On Tue, Feb 15, 2000 at 12:15:28AM +0100, Byrial Jensen wrote:
> On Mon, Feb 14, 2000 at 15:50:42 -0600, David DeSimone wrote:
> > I don't remember if it is legal to put more than one address in the
> > From: header.
> 
> It is legal according to RFC 822 if and only if you also have a
> Sender: header which states who among the authors actually sent
> the message.

OBNit: It's not "only if."  From RFC822update:

  The originator fields indicate the mailbox(es) of the source of the
  message. The "From:" field specifies the author(s) of the message, that
  is, the mailbox(es) of the person(s) or system(s) responsible for the
  writing of the message. The "Sender:" field specifies the mailbox of the
  agent responsible for the actual transmission of the message. For
  example, if a secretary were to send a message for another person, the
  mailbox of the secretary would appear in the "Sender:" field and the
  mailbox of the actual author would appear in the "From:" field. If the
  originator of the message can be indicated by a single mailbox and the
  author and transmitter are identical, the "From:" field SHOULD be used
  and the "Sender:" field SHOULD NOT be used. Otherwise, both fields
  SHOULD appear.

Aside from it being "SHOULD NOT" rather than "MUST NOT," if the
secretary in the example were the transmitter, but not the author, the
"Sender;" line should appear even if there is only one address on the
"From:" line.

I wonder if there are _any_ MUAs that implement this?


* Aim of the exercise
Nothing in the copy should be a picture; everything else in the listing is to be restated exactly.

* Recorded information
********************
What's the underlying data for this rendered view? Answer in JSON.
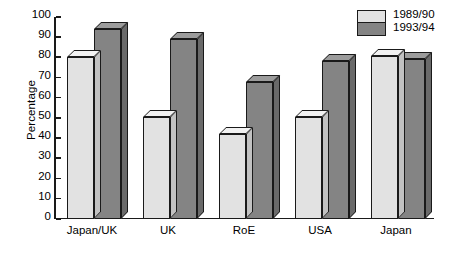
{
  "chart_data": {
    "type": "bar",
    "title": "",
    "subtitle": "",
    "xlabel": "",
    "ylabel": "Percentage",
    "ylim": [
      0,
      100
    ],
    "ytick_labels": [
      "100",
      "90",
      "80",
      "70",
      "60",
      "50",
      "40",
      "30",
      "20",
      "10",
      "0"
    ],
    "ytick_values": [
      100,
      90,
      80,
      70,
      60,
      50,
      40,
      30,
      20,
      10,
      0
    ],
    "grid": false,
    "legend_position": "top-right",
    "categories": [
      "Japan/UK",
      "UK",
      "RoE",
      "USA",
      "Japan"
    ],
    "series": [
      {
        "name": "1989/90",
        "color": "#e2e2e2",
        "values": [
          80,
          50.5,
          42,
          50.5,
          80.5
        ]
      },
      {
        "name": "1993/94",
        "color": "#848484",
        "values": [
          94,
          89,
          68,
          78,
          79
        ]
      }
    ]
  },
  "legend": {
    "entries": [
      {
        "label": "1989/90"
      },
      {
        "label": "1993/94"
      }
    ]
  },
  "axes": {
    "y_title": "Percentage"
  }
}
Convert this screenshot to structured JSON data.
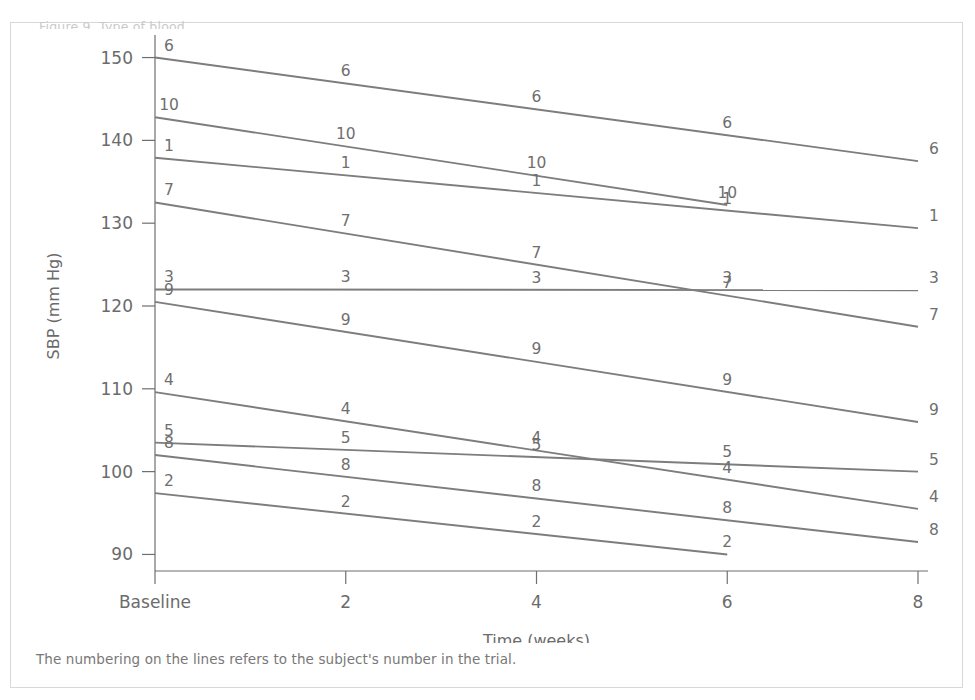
{
  "figure": {
    "top_clipped_caption": "Figure 9. Type of blood",
    "note": "The numbering on the lines refers to the subject's number in the trial."
  },
  "chart_data": {
    "type": "line",
    "title": "",
    "xlabel": "Time (weeks)",
    "ylabel": "SBP (mm Hg)",
    "x": [
      0,
      2,
      4,
      6,
      8
    ],
    "xtick_labels": [
      "Baseline",
      "2",
      "4",
      "6",
      "8"
    ],
    "ytick_labels": [
      "90",
      "100",
      "110",
      "120",
      "130",
      "140",
      "150"
    ],
    "yticks": [
      90,
      100,
      110,
      120,
      130,
      140,
      150
    ],
    "ylim": [
      88,
      152
    ],
    "xlim": [
      0,
      8
    ],
    "grid": false,
    "legend": "none",
    "line_color": "#7d7d7d",
    "label_position": "above-line at each measured x",
    "series": [
      {
        "name": "6",
        "label": "6",
        "x": [
          0,
          8
        ],
        "values": [
          150.0,
          137.5
        ]
      },
      {
        "name": "10",
        "label": "10",
        "x": [
          0,
          6
        ],
        "values": [
          142.8,
          132.2
        ]
      },
      {
        "name": "1",
        "label": "1",
        "x": [
          0,
          8
        ],
        "values": [
          137.9,
          129.4
        ]
      },
      {
        "name": "7",
        "label": "7",
        "x": [
          0,
          8
        ],
        "values": [
          132.5,
          117.5
        ]
      },
      {
        "name": "3",
        "label": "3",
        "x": [
          0,
          8
        ],
        "values": [
          122.0,
          121.9
        ]
      },
      {
        "name": "9",
        "label": "9",
        "x": [
          0,
          8
        ],
        "values": [
          120.5,
          106.0
        ]
      },
      {
        "name": "4",
        "label": "4",
        "x": [
          0,
          8
        ],
        "values": [
          109.6,
          95.5
        ]
      },
      {
        "name": "5",
        "label": "5",
        "x": [
          0,
          8
        ],
        "values": [
          103.5,
          100.0
        ]
      },
      {
        "name": "8",
        "label": "8",
        "x": [
          0,
          8
        ],
        "values": [
          102.0,
          91.5
        ]
      },
      {
        "name": "2",
        "label": "2",
        "x": [
          0,
          6
        ],
        "values": [
          97.4,
          90.0
        ]
      }
    ],
    "point_labels": [
      {
        "series": "6",
        "x": 0,
        "y": 150.0,
        "text": "6"
      },
      {
        "series": "6",
        "x": 2,
        "y": 146.9,
        "text": "6"
      },
      {
        "series": "6",
        "x": 4,
        "y": 143.8,
        "text": "6"
      },
      {
        "series": "6",
        "x": 6,
        "y": 140.6,
        "text": "6"
      },
      {
        "series": "6",
        "x": 8,
        "y": 137.5,
        "text": "6"
      },
      {
        "series": "10",
        "x": 0,
        "y": 142.8,
        "text": "10"
      },
      {
        "series": "10",
        "x": 2,
        "y": 139.3,
        "text": "10"
      },
      {
        "series": "10",
        "x": 4,
        "y": 135.8,
        "text": "10"
      },
      {
        "series": "10",
        "x": 6,
        "y": 132.2,
        "text": "10"
      },
      {
        "series": "1",
        "x": 0,
        "y": 137.9,
        "text": "1"
      },
      {
        "series": "1",
        "x": 2,
        "y": 135.8,
        "text": "1"
      },
      {
        "series": "1",
        "x": 4,
        "y": 133.7,
        "text": "1"
      },
      {
        "series": "1",
        "x": 6,
        "y": 131.5,
        "text": "1"
      },
      {
        "series": "1",
        "x": 8,
        "y": 129.4,
        "text": "1"
      },
      {
        "series": "7",
        "x": 0,
        "y": 132.5,
        "text": "7"
      },
      {
        "series": "7",
        "x": 2,
        "y": 128.8,
        "text": "7"
      },
      {
        "series": "7",
        "x": 4,
        "y": 125.0,
        "text": "7"
      },
      {
        "series": "7",
        "x": 6,
        "y": 121.3,
        "text": "7"
      },
      {
        "series": "7",
        "x": 8,
        "y": 117.5,
        "text": "7"
      },
      {
        "series": "3",
        "x": 0,
        "y": 122.0,
        "text": "3"
      },
      {
        "series": "3",
        "x": 2,
        "y": 122.0,
        "text": "3"
      },
      {
        "series": "3",
        "x": 4,
        "y": 121.9,
        "text": "3"
      },
      {
        "series": "3",
        "x": 6,
        "y": 121.9,
        "text": "3"
      },
      {
        "series": "3",
        "x": 8,
        "y": 121.9,
        "text": "3"
      },
      {
        "series": "9",
        "x": 0,
        "y": 120.5,
        "text": "9"
      },
      {
        "series": "9",
        "x": 2,
        "y": 116.9,
        "text": "9"
      },
      {
        "series": "9",
        "x": 4,
        "y": 113.3,
        "text": "9"
      },
      {
        "series": "9",
        "x": 6,
        "y": 109.6,
        "text": "9"
      },
      {
        "series": "9",
        "x": 8,
        "y": 106.0,
        "text": "9"
      },
      {
        "series": "4",
        "x": 0,
        "y": 109.6,
        "text": "4"
      },
      {
        "series": "4",
        "x": 2,
        "y": 106.1,
        "text": "4"
      },
      {
        "series": "4",
        "x": 4,
        "y": 102.6,
        "text": "4"
      },
      {
        "series": "4",
        "x": 6,
        "y": 99.0,
        "text": "4"
      },
      {
        "series": "4",
        "x": 8,
        "y": 95.5,
        "text": "4"
      },
      {
        "series": "5",
        "x": 0,
        "y": 103.5,
        "text": "5"
      },
      {
        "series": "5",
        "x": 2,
        "y": 102.6,
        "text": "5"
      },
      {
        "series": "5",
        "x": 4,
        "y": 101.8,
        "text": "5"
      },
      {
        "series": "5",
        "x": 6,
        "y": 100.9,
        "text": "5"
      },
      {
        "series": "5",
        "x": 8,
        "y": 100.0,
        "text": "5"
      },
      {
        "series": "8",
        "x": 0,
        "y": 102.0,
        "text": "8"
      },
      {
        "series": "8",
        "x": 2,
        "y": 99.4,
        "text": "8"
      },
      {
        "series": "8",
        "x": 4,
        "y": 96.8,
        "text": "8"
      },
      {
        "series": "8",
        "x": 6,
        "y": 94.1,
        "text": "8"
      },
      {
        "series": "8",
        "x": 8,
        "y": 91.5,
        "text": "8"
      },
      {
        "series": "2",
        "x": 0,
        "y": 97.4,
        "text": "2"
      },
      {
        "series": "2",
        "x": 2,
        "y": 94.9,
        "text": "2"
      },
      {
        "series": "2",
        "x": 4,
        "y": 92.5,
        "text": "2"
      },
      {
        "series": "2",
        "x": 6,
        "y": 90.0,
        "text": "2"
      }
    ]
  }
}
********************
* Response
What's the underlying data for this rendered view? Answer in JSON.
{
  "chart_data": {
    "type": "bar",
    "title": "",
    "subtitle": "",
    "xlabel": "",
    "ylabel": "Percentage",
    "ylim": [
      0,
      100
    ],
    "ytick_labels": [
      "100",
      "90",
      "80",
      "70",
      "60",
      "50",
      "40",
      "30",
      "20",
      "10",
      "0"
    ],
    "ytick_values": [
      100,
      90,
      80,
      70,
      60,
      50,
      40,
      30,
      20,
      10,
      0
    ],
    "grid": false,
    "legend_position": "top-right",
    "categories": [
      "Japan/UK",
      "UK",
      "RoE",
      "USA",
      "Japan"
    ],
    "series": [
      {
        "name": "1989/90",
        "color": "#e2e2e2",
        "values": [
          80,
          50.5,
          42,
          50.5,
          80.5
        ]
      },
      {
        "name": "1993/94",
        "color": "#848484",
        "values": [
          94,
          89,
          68,
          78,
          79
        ]
      }
    ]
  },
  "legend": {
    "entries": [
      {
        "label": "1989/90"
      },
      {
        "label": "1993/94"
      }
    ]
  },
  "axes": {
    "y_title": "Percentage"
  }
}
Convert this screenshot to structured JSON data.
{
  "figure": {
    "top_clipped_caption": "Figure 9. Type of blood",
    "note": "The numbering on the lines refers to the subject's number in the trial."
  },
  "chart_data": {
    "type": "line",
    "title": "",
    "xlabel": "Time (weeks)",
    "ylabel": "SBP (mm Hg)",
    "x": [
      0,
      2,
      4,
      6,
      8
    ],
    "xtick_labels": [
      "Baseline",
      "2",
      "4",
      "6",
      "8"
    ],
    "ytick_labels": [
      "90",
      "100",
      "110",
      "120",
      "130",
      "140",
      "150"
    ],
    "yticks": [
      90,
      100,
      110,
      120,
      130,
      140,
      150
    ],
    "ylim": [
      88,
      152
    ],
    "xlim": [
      0,
      8
    ],
    "grid": false,
    "legend": "none",
    "line_color": "#7d7d7d",
    "label_position": "above-line at each measured x",
    "series": [
      {
        "name": "6",
        "label": "6",
        "x": [
          0,
          8
        ],
        "values": [
          150.0,
          137.5
        ]
      },
      {
        "name": "10",
        "label": "10",
        "x": [
          0,
          6
        ],
        "values": [
          142.8,
          132.2
        ]
      },
      {
        "name": "1",
        "label": "1",
        "x": [
          0,
          8
        ],
        "values": [
          137.9,
          129.4
        ]
      },
      {
        "name": "7",
        "label": "7",
        "x": [
          0,
          8
        ],
        "values": [
          132.5,
          117.5
        ]
      },
      {
        "name": "3",
        "label": "3",
        "x": [
          0,
          8
        ],
        "values": [
          122.0,
          121.9
        ]
      },
      {
        "name": "9",
        "label": "9",
        "x": [
          0,
          8
        ],
        "values": [
          120.5,
          106.0
        ]
      },
      {
        "name": "4",
        "label": "4",
        "x": [
          0,
          8
        ],
        "values": [
          109.6,
          95.5
        ]
      },
      {
        "name": "5",
        "label": "5",
        "x": [
          0,
          8
        ],
        "values": [
          103.5,
          100.0
        ]
      },
      {
        "name": "8",
        "label": "8",
        "x": [
          0,
          8
        ],
        "values": [
          102.0,
          91.5
        ]
      },
      {
        "name": "2",
        "label": "2",
        "x": [
          0,
          6
        ],
        "values": [
          97.4,
          90.0
        ]
      }
    ],
    "point_labels": [
      {
        "series": "6",
        "x": 0,
        "y": 150.0,
        "text": "6"
      },
      {
        "series": "6",
        "x": 2,
        "y": 146.9,
        "text": "6"
      },
      {
        "series": "6",
        "x": 4,
        "y": 143.8,
        "text": "6"
      },
      {
        "series": "6",
        "x": 6,
        "y": 140.6,
        "text": "6"
      },
      {
        "series": "6",
        "x": 8,
        "y": 137.5,
        "text": "6"
      },
      {
        "series": "10",
        "x": 0,
        "y": 142.8,
        "text": "10"
      },
      {
        "series": "10",
        "x": 2,
        "y": 139.3,
        "text": "10"
      },
      {
        "series": "10",
        "x": 4,
        "y": 135.8,
        "text": "10"
      },
      {
        "series": "10",
        "x": 6,
        "y": 132.2,
        "text": "10"
      },
      {
        "series": "1",
        "x": 0,
        "y": 137.9,
        "text": "1"
      },
      {
        "series": "1",
        "x": 2,
        "y": 135.8,
        "text": "1"
      },
      {
        "series": "1",
        "x": 4,
        "y": 133.7,
        "text": "1"
      },
      {
        "series": "1",
        "x": 6,
        "y": 131.5,
        "text": "1"
      },
      {
        "series": "1",
        "x": 8,
        "y": 129.4,
        "text": "1"
      },
      {
        "series": "7",
        "x": 0,
        "y": 132.5,
        "text": "7"
      },
      {
        "series": "7",
        "x": 2,
        "y": 128.8,
        "text": "7"
      },
      {
        "series": "7",
        "x": 4,
        "y": 125.0,
        "text": "7"
      },
      {
        "series": "7",
        "x": 6,
        "y": 121.3,
        "text": "7"
      },
      {
        "series": "7",
        "x": 8,
        "y": 117.5,
        "text": "7"
      },
      {
        "series": "3",
        "x": 0,
        "y": 122.0,
        "text": "3"
      },
      {
        "series": "3",
        "x": 2,
        "y": 122.0,
        "text": "3"
      },
      {
        "series": "3",
        "x": 4,
        "y": 121.9,
        "text": "3"
      },
      {
        "series": "3",
        "x": 6,
        "y": 121.9,
        "text": "3"
      },
      {
        "series": "3",
        "x": 8,
        "y": 121.9,
        "text": "3"
      },
      {
        "series": "9",
        "x": 0,
        "y": 120.5,
        "text": "9"
      },
      {
        "series": "9",
        "x": 2,
        "y": 116.9,
        "text": "9"
      },
      {
        "series": "9",
        "x": 4,
        "y": 113.3,
        "text": "9"
      },
      {
        "series": "9",
        "x": 6,
        "y": 109.6,
        "text": "9"
      },
      {
        "series": "9",
        "x": 8,
        "y": 106.0,
        "text": "9"
      },
      {
        "series": "4",
        "x": 0,
        "y": 109.6,
        "text": "4"
      },
      {
        "series": "4",
        "x": 2,
        "y": 106.1,
        "text": "4"
      },
      {
        "series": "4",
        "x": 4,
        "y": 102.6,
        "text": "4"
      },
      {
        "series": "4",
        "x": 6,
        "y": 99.0,
        "text": "4"
      },
      {
        "series": "4",
        "x": 8,
        "y": 95.5,
        "text": "4"
      },
      {
        "series": "5",
        "x": 0,
        "y": 103.5,
        "text": "5"
      },
      {
        "series": "5",
        "x": 2,
        "y": 102.6,
        "text": "5"
      },
      {
        "series": "5",
        "x": 4,
        "y": 101.8,
        "text": "5"
      },
      {
        "series": "5",
        "x": 6,
        "y": 100.9,
        "text": "5"
      },
      {
        "series": "5",
        "x": 8,
        "y": 100.0,
        "text": "5"
      },
      {
        "series": "8",
        "x": 0,
        "y": 102.0,
        "text": "8"
      },
      {
        "series": "8",
        "x": 2,
        "y": 99.4,
        "text": "8"
      },
      {
        "series": "8",
        "x": 4,
        "y": 96.8,
        "text": "8"
      },
      {
        "series": "8",
        "x": 6,
        "y": 94.1,
        "text": "8"
      },
      {
        "series": "8",
        "x": 8,
        "y": 91.5,
        "text": "8"
      },
      {
        "series": "2",
        "x": 0,
        "y": 97.4,
        "text": "2"
      },
      {
        "series": "2",
        "x": 2,
        "y": 94.9,
        "text": "2"
      },
      {
        "series": "2",
        "x": 4,
        "y": 92.5,
        "text": "2"
      },
      {
        "series": "2",
        "x": 6,
        "y": 90.0,
        "text": "2"
      }
    ]
  }
}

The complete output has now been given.